Road Tripping? Here’s Some REAL Highway Music

by SharonKurheg

If you’re ever traveling near or through Tijeras, New Mexico, you may want to make a pit stop (or, more appropriately, a drive by) for this, just because it’s different…and, dare I say, music to your ears.

Tijeras is a small town outside of Alberqueque – its population in 2011 was just 548. It’s known for some hiking trails and an archeological site but in recent years it’s been best known for its music. Not any sort of music, but a special, few-of-a-kind type. If you drive on the rumble strip of a certain stretch of the old, historic Rt. 66 in Tijeras and maintain the speed limit of 45mph, you’ll heard the song, “America The Beautiful.”

America_is_Beautifull_B

Photo via http://blog.scssoft.com/

No, really!

The permanent rumble strip was created via a partnership between the New Mexico Department of Transportation and National Geographic.
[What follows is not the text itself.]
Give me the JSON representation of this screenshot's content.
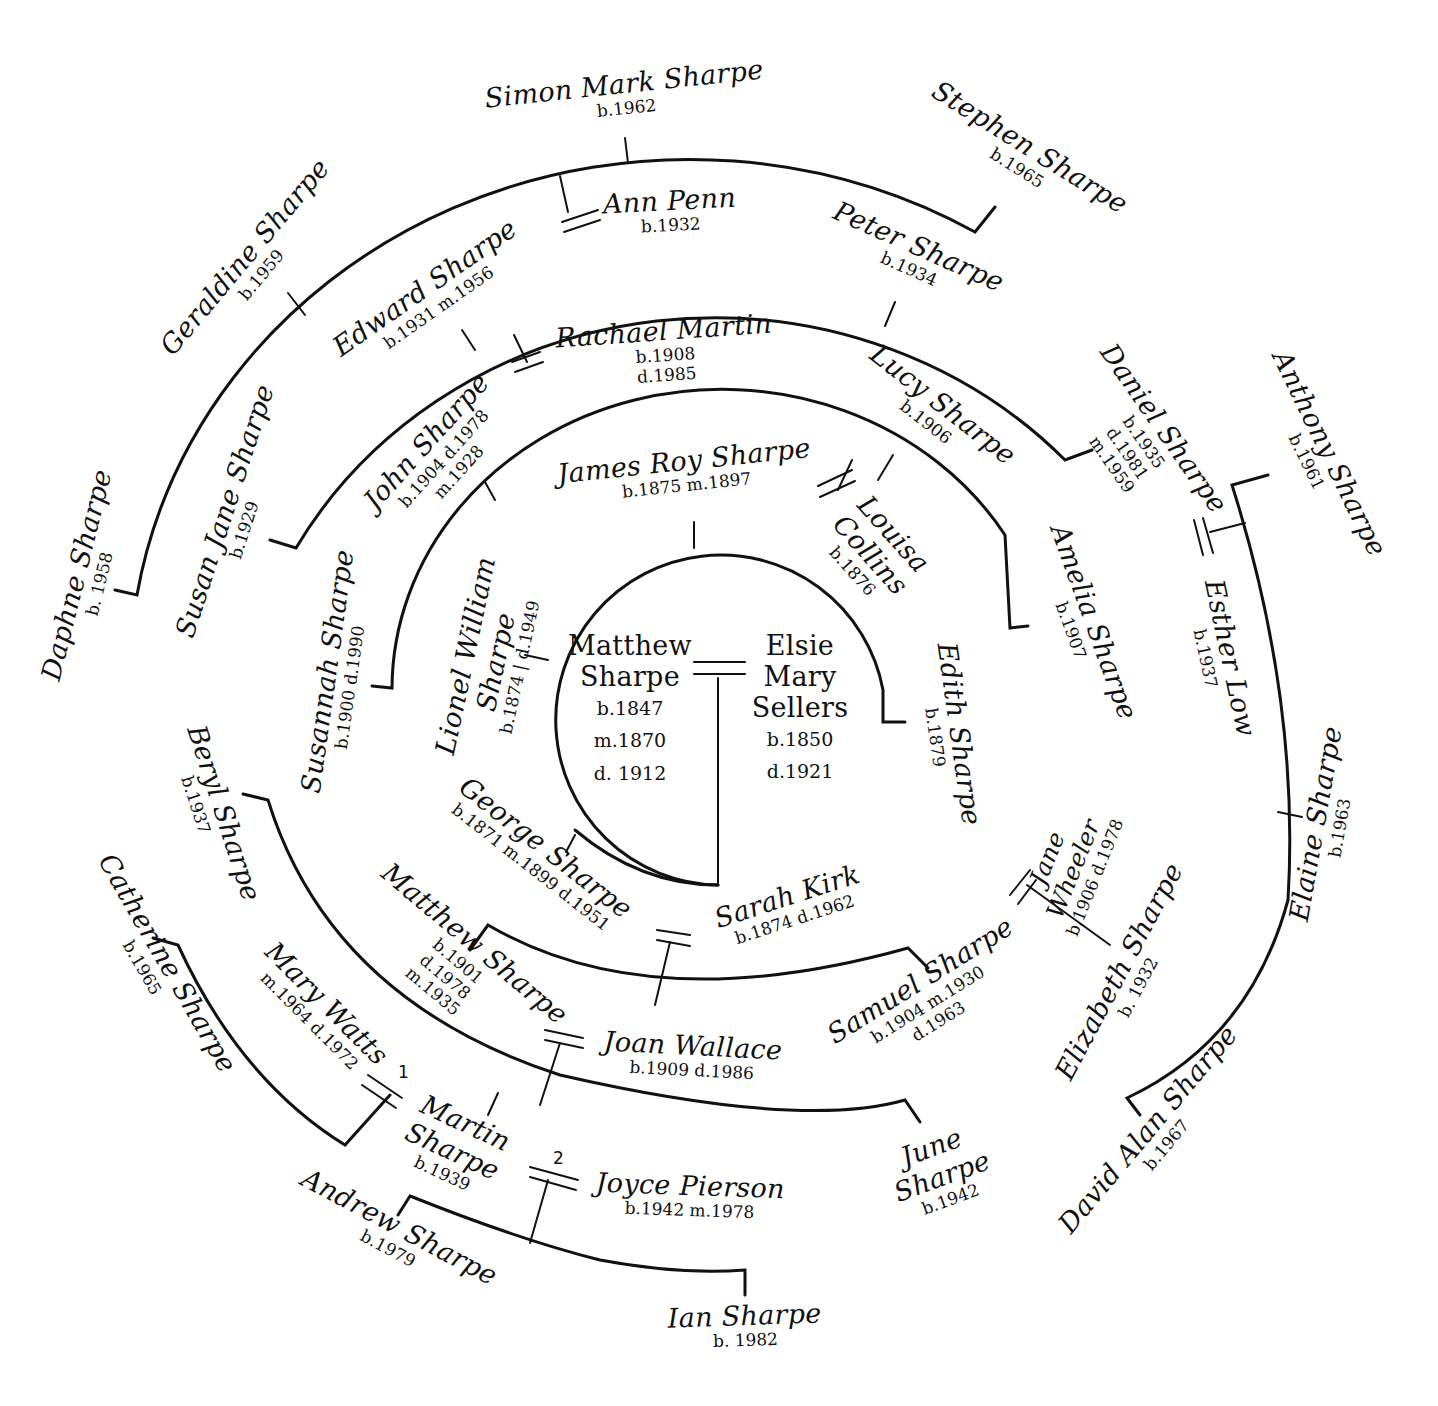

Nat-Geo paid for project, which can be found at 364 Highway 66 East, in 2014, as part of a TV show they were running at the time. The experience is quite the engineering feat – it was created by using individual metal plates placed within the pavement at specific distances from each other. You have to drive the speed limit in order to hear the music – if you go too slow or too fast and it won’t work.

But that’s not all!

Believe it or not, there’s another, less well known, musical road in the country – in Lancaster, California to be exact – that has a similar style of rumble strips that can be found in the left hand lane of westbound Avenue G between 30th Street W and 40th Street W.  It was installed as a TV stunt ad by Honda a few years before the National Geographic version, and that one (kinda, sorta) plays the William Tell Overture if you go the 55mph speed limit.

The goal of these rumble strips is to keep people aware of the speed limit while they’re driving. If you know where to look for them and make it your business to experience them, I’d say it works ;-).